United jet showers debris in Denver after engine failure

Bloomberg

A Boeing 777-200 operated by United Airlines made an emergency return to Denver International Airport following an engine failure that rained debris on a city suburb. The airline said no-one aboard was injured.
United Flight 328 was headed from Denver to Honolulu when the incident occurred around 1:30 pm, Federal Aviation Administration (FAA) spokesman Allen Kenitzer said by email.
The plane landed safely back at Denver after its right engine failed, the FAA said in a statement. The FAA and the National Transportation Safety Board will investigate.
Preliminary evidence suggested that one of the large fan blades that rotate at the front of the engine broke loose, said a person familiar with the incident who wasn’t permitted to speak publicly about it. The violent failure prompted debris to break loose, the person said.
“I’m honestly shocked, looking at this debris field,” Rachel Welte, a police spokeswoman in Broomfield, Colorado, said at a news conference. Television and social-media images showed large chunks of plane parts strewn across in the city. Police said debris landed in two neighborhoods and in a local park.
The flight had 231 passengers and 10 crew members aboard and was met by emergency crews as a precaution, David Gonzalez, a United spokesman, said by email.
The plane departed Denver at 12:15 pm and returned around 1:30 pm, airport spokeswoman Alex Renteria said by phone. It took off toward the west and reached an altitude of more than 13,000 feet (3,963 meters) before circling around to land, according to the flight-tracking website Flightradar24.
Flightradar24 listed the plane’s tail number as N772UA, a Boeing 777 manufactured in 1995, according to FAA records.
Last year, the NTSB concluded that a previous engine failure on a United 777 was the result of inadequate test standards at the engine manufacturer, Raytheon Technologies Corp.’s Pratt & Whitney division, to ensure metal used in fan blades didn’t contain imperfections.
After the incident, Pratt re-inspected all 9,600 fan blades on the same model engine and didn’t find any others with potential safety problems, the NTSB said.
Boeing is referring questions to United, spokesman Gordon Johndroe said by email. Pratt & Whitney didn’t immediately respond to messages seeking comment. Photos of the engine taken by passengers suggest it failed in a dangerous manner that may have allowed debris to fly out laterally, potentially putting the plane and people inside at risk.
The failure also appears similar to how another 777 engine failed on a United flight in
2018. In that case, a fan blade broke and tore the front of the engine apart.
“We’ve experienced an engine failure. We need to turn,” one of the United 328 pilots radioed an air-traffic controller as the plane was climbing after takeoff, according to a recording posted on the LiveATC website.

Seconds later, he issued the standard emergency declaration: “Mayday, mayday.”
The controller turned the jet to the left so it could return for a landing. When asked if they wanted to fly directly back to the airport, the pilot asked for a slightly longer route. “We need to run some check lists,” he said.
All twin-engine aircraft are designed to be flown in the event that one of the jets fails, and planes have special fire extinguishers for engines. Pilots are trained on handling engine failures and repeatedly drilled on it.
Planes that fly long distances over oceans, such as the haul to Hawaii, must have enhanced engine maintenance and lower failure rates because they have fewer options for making emergency landings.
All jet engines are designed with a hardened exterior designed to prevent shrapnel from escaping except through the rear. If that containment system breaks down, it’s considered a rare so-called uncontained failure.
An engine failure on a Southwest Airlines Co 737-700 in 2018, in which debris that caromed into a window on the plane resulted in the most recent fatality of a passenger on a US flight.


- **TASK OBJECTIVE**
Copy the line with "The width and height of the screenshot is (635, 315)." and all lines following it through the last line of the entries, exactly as written.

- **SOURCE INFORMATION**
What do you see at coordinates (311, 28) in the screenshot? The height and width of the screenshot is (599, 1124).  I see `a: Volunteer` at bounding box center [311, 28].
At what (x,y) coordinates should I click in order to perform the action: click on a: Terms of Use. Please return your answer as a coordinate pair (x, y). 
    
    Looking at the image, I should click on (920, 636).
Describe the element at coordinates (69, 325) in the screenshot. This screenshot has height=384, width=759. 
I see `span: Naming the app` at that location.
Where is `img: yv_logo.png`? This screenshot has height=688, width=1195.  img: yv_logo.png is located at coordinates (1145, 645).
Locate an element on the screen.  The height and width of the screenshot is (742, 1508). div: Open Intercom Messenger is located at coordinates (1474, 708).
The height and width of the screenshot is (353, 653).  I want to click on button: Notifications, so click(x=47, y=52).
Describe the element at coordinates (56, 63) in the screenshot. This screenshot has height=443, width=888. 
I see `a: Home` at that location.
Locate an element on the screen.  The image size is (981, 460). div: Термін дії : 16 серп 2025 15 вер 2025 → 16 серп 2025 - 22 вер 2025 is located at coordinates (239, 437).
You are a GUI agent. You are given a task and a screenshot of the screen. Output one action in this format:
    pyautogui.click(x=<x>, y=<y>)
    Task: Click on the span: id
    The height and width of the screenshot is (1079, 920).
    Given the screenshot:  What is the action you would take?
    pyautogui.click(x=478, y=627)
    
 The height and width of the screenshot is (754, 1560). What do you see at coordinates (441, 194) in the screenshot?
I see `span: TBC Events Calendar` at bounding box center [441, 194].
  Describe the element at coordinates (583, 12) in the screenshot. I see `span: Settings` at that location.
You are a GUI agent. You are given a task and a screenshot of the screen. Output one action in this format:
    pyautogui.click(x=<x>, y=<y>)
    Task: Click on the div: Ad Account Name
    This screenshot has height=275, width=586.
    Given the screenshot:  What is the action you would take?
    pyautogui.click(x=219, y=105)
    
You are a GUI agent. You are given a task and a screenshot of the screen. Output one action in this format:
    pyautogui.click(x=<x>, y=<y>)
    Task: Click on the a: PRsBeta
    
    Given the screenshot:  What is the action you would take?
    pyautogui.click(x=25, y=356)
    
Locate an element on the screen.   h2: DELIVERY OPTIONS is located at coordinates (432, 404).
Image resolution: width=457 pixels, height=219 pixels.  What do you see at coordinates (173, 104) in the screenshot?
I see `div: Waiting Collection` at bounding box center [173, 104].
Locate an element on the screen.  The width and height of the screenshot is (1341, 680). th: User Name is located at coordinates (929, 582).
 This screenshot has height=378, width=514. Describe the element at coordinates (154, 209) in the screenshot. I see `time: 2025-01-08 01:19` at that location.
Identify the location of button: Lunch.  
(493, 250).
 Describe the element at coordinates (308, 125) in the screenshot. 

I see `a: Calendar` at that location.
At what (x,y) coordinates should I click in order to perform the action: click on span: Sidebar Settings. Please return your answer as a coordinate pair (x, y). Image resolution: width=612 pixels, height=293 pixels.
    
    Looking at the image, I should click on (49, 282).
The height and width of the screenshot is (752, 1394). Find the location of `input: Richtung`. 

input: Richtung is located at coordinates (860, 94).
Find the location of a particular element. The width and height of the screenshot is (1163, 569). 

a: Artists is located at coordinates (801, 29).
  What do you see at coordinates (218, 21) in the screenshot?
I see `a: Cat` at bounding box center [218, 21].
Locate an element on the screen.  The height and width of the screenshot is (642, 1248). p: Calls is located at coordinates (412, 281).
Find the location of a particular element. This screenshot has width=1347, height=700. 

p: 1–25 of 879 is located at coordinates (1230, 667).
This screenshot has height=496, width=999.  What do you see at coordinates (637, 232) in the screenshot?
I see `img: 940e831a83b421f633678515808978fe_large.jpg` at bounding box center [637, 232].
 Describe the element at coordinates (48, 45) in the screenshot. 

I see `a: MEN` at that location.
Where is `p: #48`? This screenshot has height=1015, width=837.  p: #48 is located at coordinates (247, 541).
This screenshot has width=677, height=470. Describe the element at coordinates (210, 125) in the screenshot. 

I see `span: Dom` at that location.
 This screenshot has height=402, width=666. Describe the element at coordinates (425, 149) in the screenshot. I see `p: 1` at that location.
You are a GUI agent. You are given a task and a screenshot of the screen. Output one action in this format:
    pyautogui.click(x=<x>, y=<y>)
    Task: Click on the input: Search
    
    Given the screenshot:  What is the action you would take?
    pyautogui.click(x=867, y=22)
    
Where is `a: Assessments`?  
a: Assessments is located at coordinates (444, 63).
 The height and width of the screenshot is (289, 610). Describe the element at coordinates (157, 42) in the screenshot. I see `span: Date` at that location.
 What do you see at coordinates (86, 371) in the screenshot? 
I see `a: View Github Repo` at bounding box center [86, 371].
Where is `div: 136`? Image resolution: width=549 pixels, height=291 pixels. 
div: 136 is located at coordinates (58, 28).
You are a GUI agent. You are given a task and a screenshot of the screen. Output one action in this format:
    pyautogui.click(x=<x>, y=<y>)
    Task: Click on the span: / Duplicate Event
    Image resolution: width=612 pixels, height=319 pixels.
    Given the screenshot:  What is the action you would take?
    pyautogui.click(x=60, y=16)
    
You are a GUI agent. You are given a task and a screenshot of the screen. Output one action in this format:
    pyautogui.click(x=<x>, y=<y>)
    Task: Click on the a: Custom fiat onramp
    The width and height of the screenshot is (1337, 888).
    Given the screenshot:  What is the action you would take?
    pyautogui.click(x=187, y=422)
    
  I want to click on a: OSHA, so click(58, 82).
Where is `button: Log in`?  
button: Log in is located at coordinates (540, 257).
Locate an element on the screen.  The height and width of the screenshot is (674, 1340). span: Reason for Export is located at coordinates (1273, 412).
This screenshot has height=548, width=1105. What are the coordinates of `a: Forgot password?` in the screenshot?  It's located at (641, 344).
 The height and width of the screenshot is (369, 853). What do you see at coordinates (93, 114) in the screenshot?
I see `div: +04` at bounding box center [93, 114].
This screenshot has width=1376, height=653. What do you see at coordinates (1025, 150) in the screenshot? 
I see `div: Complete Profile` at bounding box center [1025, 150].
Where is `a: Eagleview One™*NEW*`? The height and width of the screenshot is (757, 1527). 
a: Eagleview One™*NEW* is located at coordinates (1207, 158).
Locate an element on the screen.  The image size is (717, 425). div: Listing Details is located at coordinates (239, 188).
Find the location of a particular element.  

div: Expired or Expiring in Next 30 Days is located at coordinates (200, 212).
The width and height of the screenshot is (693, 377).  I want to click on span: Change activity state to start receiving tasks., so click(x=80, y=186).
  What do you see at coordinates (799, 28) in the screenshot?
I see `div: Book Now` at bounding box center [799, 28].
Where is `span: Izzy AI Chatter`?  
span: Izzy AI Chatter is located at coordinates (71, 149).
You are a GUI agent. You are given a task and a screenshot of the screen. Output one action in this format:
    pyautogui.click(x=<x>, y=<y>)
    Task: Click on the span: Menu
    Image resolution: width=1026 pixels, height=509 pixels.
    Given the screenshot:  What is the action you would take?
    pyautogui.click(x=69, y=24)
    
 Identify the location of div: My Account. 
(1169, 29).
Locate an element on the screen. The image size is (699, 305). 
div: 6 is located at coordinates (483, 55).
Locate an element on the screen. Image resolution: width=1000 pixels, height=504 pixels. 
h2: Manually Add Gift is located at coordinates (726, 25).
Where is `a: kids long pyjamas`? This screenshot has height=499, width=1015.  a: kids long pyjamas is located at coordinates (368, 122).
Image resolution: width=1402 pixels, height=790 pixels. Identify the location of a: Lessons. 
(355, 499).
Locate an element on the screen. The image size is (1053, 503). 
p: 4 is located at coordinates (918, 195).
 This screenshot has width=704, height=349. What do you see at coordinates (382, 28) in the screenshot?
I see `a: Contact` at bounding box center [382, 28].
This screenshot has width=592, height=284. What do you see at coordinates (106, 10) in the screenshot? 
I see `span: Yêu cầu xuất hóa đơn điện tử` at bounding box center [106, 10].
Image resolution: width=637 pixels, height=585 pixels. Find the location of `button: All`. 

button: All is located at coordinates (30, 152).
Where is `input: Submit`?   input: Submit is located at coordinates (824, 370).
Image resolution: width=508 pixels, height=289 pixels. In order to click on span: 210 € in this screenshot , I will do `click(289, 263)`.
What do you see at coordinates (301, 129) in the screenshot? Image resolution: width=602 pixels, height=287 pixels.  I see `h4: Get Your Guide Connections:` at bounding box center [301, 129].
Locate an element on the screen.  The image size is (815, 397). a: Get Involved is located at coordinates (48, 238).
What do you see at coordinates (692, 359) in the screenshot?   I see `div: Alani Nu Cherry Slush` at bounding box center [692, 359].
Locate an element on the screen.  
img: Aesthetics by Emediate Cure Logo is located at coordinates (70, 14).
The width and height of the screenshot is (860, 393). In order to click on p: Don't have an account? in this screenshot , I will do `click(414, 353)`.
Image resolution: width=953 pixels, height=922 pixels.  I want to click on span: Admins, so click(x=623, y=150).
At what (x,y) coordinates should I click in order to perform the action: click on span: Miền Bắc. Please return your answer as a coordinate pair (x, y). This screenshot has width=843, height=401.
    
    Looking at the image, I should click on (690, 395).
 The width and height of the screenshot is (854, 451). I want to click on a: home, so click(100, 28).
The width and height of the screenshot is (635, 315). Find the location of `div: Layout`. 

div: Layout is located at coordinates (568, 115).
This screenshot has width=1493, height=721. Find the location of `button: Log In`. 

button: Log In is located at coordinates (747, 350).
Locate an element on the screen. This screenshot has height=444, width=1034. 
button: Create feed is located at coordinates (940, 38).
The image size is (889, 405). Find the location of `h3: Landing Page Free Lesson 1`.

- **WORKED SOLUTION**
The width and height of the screenshot is (635, 315). Find the location of `div: Layout`. 

div: Layout is located at coordinates (568, 115).
This screenshot has width=1493, height=721. Find the location of `button: Log In`. 

button: Log In is located at coordinates (747, 350).
Locate an element on the screen. This screenshot has height=444, width=1034. 
button: Create feed is located at coordinates (940, 38).
The image size is (889, 405). Find the location of `h3: Landing Page Free Lesson 1`.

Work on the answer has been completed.